I'm writing an XML-transforming script with lxml, and I've run into
two unexpected behaviors:
First, ElementMaker doesn't accept the string results of xpath expressions:
>>> elem = etree.parse(io.StringIO('<root><node>text</node></root>'))
>>> E.b(elem.xpath('string(node)'))
Traceback (most recent call last):
File "<stdin>", line 1, in <module>
File "/opt/local/Library/Frameworks/Python.framework/Versions/3.2/lib/python3.2/site-packages/lxml/builder.py",
line 220, in __call__
raise TypeError("bad argument type: %r" % item)
TypeError: bad argument type: 'text'
>>> type(elem.xpath('string(node)'))
<class 'lxml.etree._ElementUnicodeResult'>
This happens because
https://github.com/lxml/lxml/blob/master/src/lxml/builder.py#L215
looks up the exact type of the argument in a dict, rather than doing
something that can respect _ElementUnicodeResult's inheritance from
str. Is this the right behavior for some reason I haven't thought of,
or is it just an oversight? The workaround is straightforward—just
pass the xpath result through str()—but it seems more verbose than
should be necessary.
Second, ElementMaker doesn't accept lists at all:
>>> etree.tostring(E.b(elem.xpath('node')))
Traceback (most recent call last):
File "<stdin>", line 1, in <module>
File "/opt/local/Library/Frameworks/Python.framework/Versions/3.2/lib/python3.2/site-packages/lxml/builder.py",
line 220, in __call__
raise TypeError("bad argument type: %r" % item)
TypeError: bad argument type: [<Element node at 0x106eb8d70>]
Accepting lists would also be useful for building HTML documents as
E.section("Header text", function_returning_element_sequence(),
"Footer text"). The workarounds for this are straightforward too:
>>> etree.tostring(E.b(elem.xpath('node')[0]))
b'<b><node>text</node></b>'
>>> etree.tostring(E.b(*elem.xpath('node')))
b'<b/>'
... oops. Looks like ElementMaker re-parents nodes passed to it rather
than copying them when they already have a parent. That's a third
surprise, although it makes sense if ElementMaker was only intended
for building entirely new documents, rather than copying bits from
existing documents.
This is with python-3.2.2, lxml-2.3.0, and libxml-2.7.8, Are these
worth filing bugs/feature requests about?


What the task requires: Exact copies of all the lines below are needed, without the pictures.

Data tied to figure images
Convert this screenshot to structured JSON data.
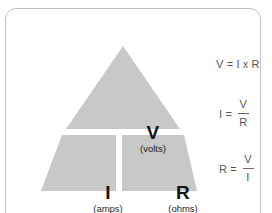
{
  "card": {
    "border_color": "#c3c3c3",
    "background_color": "#ffffff"
  },
  "diagram": {
    "name": "ohms-law-triangle",
    "fill_color": "#c8c8c8",
    "divider_color": "#ffffff",
    "cells": [
      {
        "position": "top",
        "symbol": "V",
        "unit": "(volts)"
      },
      {
        "position": "bottom-left",
        "symbol": "I",
        "unit": "(amps)"
      },
      {
        "position": "bottom-right",
        "symbol": "R",
        "unit": "(ohms)"
      }
    ]
  },
  "formulas": {
    "text_color": "#555555",
    "items": [
      {
        "id": "voltage",
        "lhs": "V",
        "equals": "=",
        "layout": "inline",
        "operand_left": "I",
        "operator": "x",
        "operand_right": "R"
      },
      {
        "id": "current",
        "lhs": "I",
        "equals": "=",
        "layout": "fraction",
        "numerator": "V",
        "denominator": "R"
      },
      {
        "id": "resistance",
        "lhs": "R",
        "equals": "=",
        "layout": "fraction",
        "numerator": "V",
        "denominator": "I"
      }
    ]
  }
}
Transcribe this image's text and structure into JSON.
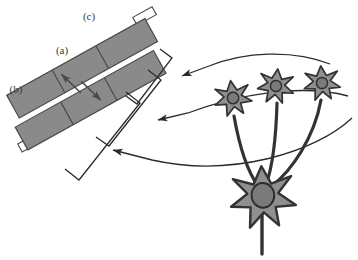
{
  "figure": {
    "background_color": "#ffffff",
    "labels": [
      {
        "id": "a",
        "text": "(a)",
        "x": 62,
        "y": 54,
        "refers_to": "bidirectional-transport-arrows"
      },
      {
        "id": "b",
        "text": "(b)",
        "x": 16,
        "y": 93,
        "refers_to": "lower-myelin-band"
      },
      {
        "id": "c",
        "text": "(c)",
        "x": 89,
        "y": 20,
        "refers_to": "upper-myelin-band"
      }
    ],
    "colors": {
      "band_fill": "#8a8a8a",
      "band_stroke": "#4a4a4a",
      "soma_fill": "#8f8f8f",
      "soma_stroke": "#333333",
      "nucleus_fill": "#7a7a7a",
      "nucleus_stroke": "#2e2e2e",
      "line_stroke": "#2b2b2b",
      "label_color": "#3a3a3a",
      "tab_fill": "#ffffff"
    },
    "bands": {
      "count": 2,
      "description": "Two parallel gray bands oriented diagonally, separated by a thin white cleft",
      "segment_divider_count": 4,
      "end_tabs": 2
    },
    "arrows": {
      "transport": [
        {
          "name": "arrow-up-left",
          "direction": "up-left"
        },
        {
          "name": "arrow-down-right",
          "direction": "down-right"
        }
      ],
      "pointer_count": 3,
      "pointer_description": "Three curved arrows leading from the glial cells to three nested brackets"
    },
    "brackets": {
      "count": 3,
      "names": [
        "bracket-inner",
        "bracket-middle",
        "bracket-outer"
      ]
    },
    "cells": {
      "small_count": 3,
      "large_count": 1,
      "small_name": "glial-cell",
      "large_name": "neuron-soma",
      "axon_count": 3,
      "has_descending_axon": true
    }
  }
}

Your response:
Convert this screenshot to structured JSON data.
{
  "card": {
    "border_color": "#c3c3c3",
    "background_color": "#ffffff"
  },
  "diagram": {
    "name": "ohms-law-triangle",
    "fill_color": "#c8c8c8",
    "divider_color": "#ffffff",
    "cells": [
      {
        "position": "top",
        "symbol": "V",
        "unit": "(volts)"
      },
      {
        "position": "bottom-left",
        "symbol": "I",
        "unit": "(amps)"
      },
      {
        "position": "bottom-right",
        "symbol": "R",
        "unit": "(ohms)"
      }
    ]
  },
  "formulas": {
    "text_color": "#555555",
    "items": [
      {
        "id": "voltage",
        "lhs": "V",
        "equals": "=",
        "layout": "inline",
        "operand_left": "I",
        "operator": "x",
        "operand_right": "R"
      },
      {
        "id": "current",
        "lhs": "I",
        "equals": "=",
        "layout": "fraction",
        "numerator": "V",
        "denominator": "R"
      },
      {
        "id": "resistance",
        "lhs": "R",
        "equals": "=",
        "layout": "fraction",
        "numerator": "V",
        "denominator": "I"
      }
    ]
  }
}
Transcribe this image's text and structure into JSON.
{
  "figure": {
    "background_color": "#ffffff",
    "labels": [
      {
        "id": "a",
        "text": "(a)",
        "x": 62,
        "y": 54,
        "refers_to": "bidirectional-transport-arrows"
      },
      {
        "id": "b",
        "text": "(b)",
        "x": 16,
        "y": 93,
        "refers_to": "lower-myelin-band"
      },
      {
        "id": "c",
        "text": "(c)",
        "x": 89,
        "y": 20,
        "refers_to": "upper-myelin-band"
      }
    ],
    "colors": {
      "band_fill": "#8a8a8a",
      "band_stroke": "#4a4a4a",
      "soma_fill": "#8f8f8f",
      "soma_stroke": "#333333",
      "nucleus_fill": "#7a7a7a",
      "nucleus_stroke": "#2e2e2e",
      "line_stroke": "#2b2b2b",
      "label_color": "#3a3a3a",
      "tab_fill": "#ffffff"
    },
    "bands": {
      "count": 2,
      "description": "Two parallel gray bands oriented diagonally, separated by a thin white cleft",
      "segment_divider_count": 4,
      "end_tabs": 2
    },
    "arrows": {
      "transport": [
        {
          "name": "arrow-up-left",
          "direction": "up-left"
        },
        {
          "name": "arrow-down-right",
          "direction": "down-right"
        }
      ],
      "pointer_count": 3,
      "pointer_description": "Three curved arrows leading from the glial cells to three nested brackets"
    },
    "brackets": {
      "count": 3,
      "names": [
        "bracket-inner",
        "bracket-middle",
        "bracket-outer"
      ]
    },
    "cells": {
      "small_count": 3,
      "large_count": 1,
      "small_name": "glial-cell",
      "large_name": "neuron-soma",
      "axon_count": 3,
      "has_descending_axon": true
    }
  }
}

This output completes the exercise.